Grief Lives in the Body
When sorrow shows up as tight shoulders, shallow breath, and sleep that doesn’t soothe
The other day, a song came on the radio.
“Fathers and Daughters.”
I didn’t even register the first notes at first. Just this sudden shift. My stomach clenched, breath caught, a hot sting behind my eyes. And there it was. The wave.
It’s been years since he died. But my body still knows the first few chords. It still reacts before my mind can make sense of it. Because grief doesn’t live on a timeline. It lives in a body. And mine remembers.
Grief doesn’t only happen in your heart.
It happens in your chest, your jaw, your nervous system.
It happens when you can’t get warm, when you can’t sleep, when you flinch at joy because you’re afraid of what it might take from you next.
It lives in the moments when you forget, for just a second, and then remember.
It lives in the muscles that try to hold everything in, and the lungs that don’t quite expand all the way.
Why Your Body Feels Like It’s Falling Apart
After loss, your nervous system doesn’t know that the danger has passed.
It registers heartbreak as threat. And so, it prepares for survival.
You might feel:
Exhausted but unable to sleep
Sensitive to sound, light, or touch
Disconnected from your own skin
Clenched jaw, aching teeth, a forehead that always feels tight
Brain fog that makes even simple tasks feel monumental
A subtle (or not-so-subtle) hum of panic under everything
None of this means you’re doing grief wrong. It means your body is doing everything it can to protect you in a world that no longer feels safe.
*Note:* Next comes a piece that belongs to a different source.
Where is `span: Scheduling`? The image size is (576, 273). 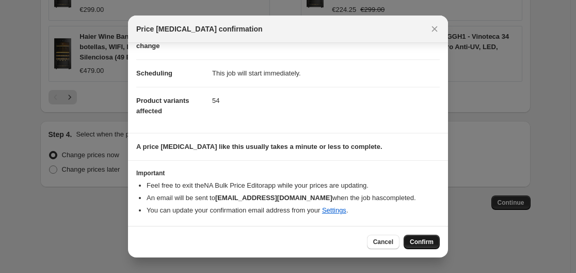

Even if everything looks “fine” on the outside, your insides are learning to live with absence.
You’re Not Lazy. You’re Grieving.
One of the cruelest tricks of grief is the fatigue.
People assume you're just sad. But grief burns emotional calories all day long. Holding it together in public. Staving off tears. Pretending to be okay when you are anything but.
And then the nights, full of dreams, regrets, memories, or blank exhaustion. The kind of tired that doesn’t go away with rest.
Grief fatigue is real. It’s cellular. It’s the body trying to process what the mind can’t yet understand.
If you feel like you’re dragging yourself through your days, like you’re underwater while everyone else walks on land: you’re not failing.
You’re grieving.
The Body Needs a Place to Put It
Unmetabolized grief doesn’t just disappear. It stores itself. It settles. In the shoulders, the belly, the breath.
We don’t need to explain it or analyze it.
But we do need to let it move.
Here are a few gentle ways to do that—not to fix anything, but to make room:
Hum. It stimulates the vagus nerve and signals your system that you're safe.
Rock side to side. Like being held. Like memory. Like breath.
Press your feet firmly into the floor. You’re still here.
Shake out your hands. Your legs. Let the stress exit.
Touch your heart, your arms, your face. Remind your body you're listening.
These aren’t cures.
They’re openings.
Little windows of breath when everything feels tight.
A Simple Reset
If today feels heavy, if your body feels far away or too loud, try this:
Sit somewhere quiet.
Both feet on the floor.
One hand on your chest. One on your belly.
Breathe in for four counts. Hold for four.
Breathe out for six.
Let the exhale be a letting go.
Repeat this three times. And if it feels right, whisper:
I am safe. I am grieving. I am allowed to feel this.
Stretch your arms. Shake your hands.
Let the breath settle.
Don’t come back to fix anything.
Just come back to remember that your body is yours.
And it’s doing the best it can.
Grief isn’t something to get over. But you don’t have to carry it alone.
Explore Still Here—a gentle, six-week digital companion for your grief journey.
You Are Not a Problem to Solve
Grief can make your body feel like a stranger.
Or worse, an enemy.
You might want to run from it. Numb it. Outperform it.
But your body isn’t the enemy. It’s the container. The witness. The alarm. The memory.
Instead of asking, “Why am I still like this?”
Try asking, “What does my body need right now?”
Maybe it’s:
Stillness
Crying
A warm bath
Movement
Rest
Permission
You don’t have to muscle through this alone inside your skin.
Before You Go…
Take a few minutes to reflect:
How has your grief shown up physically?
What signals has your body sent that you may have missed or ignored?
What does your body want more of? What might it need less of?
You don’t have to answer right now.
But notice.
Begin the conversation.
Your body doesn’t want perfection.
It wants presence.
If this resonates, I’d love for you to share it with someone who might need the reminder.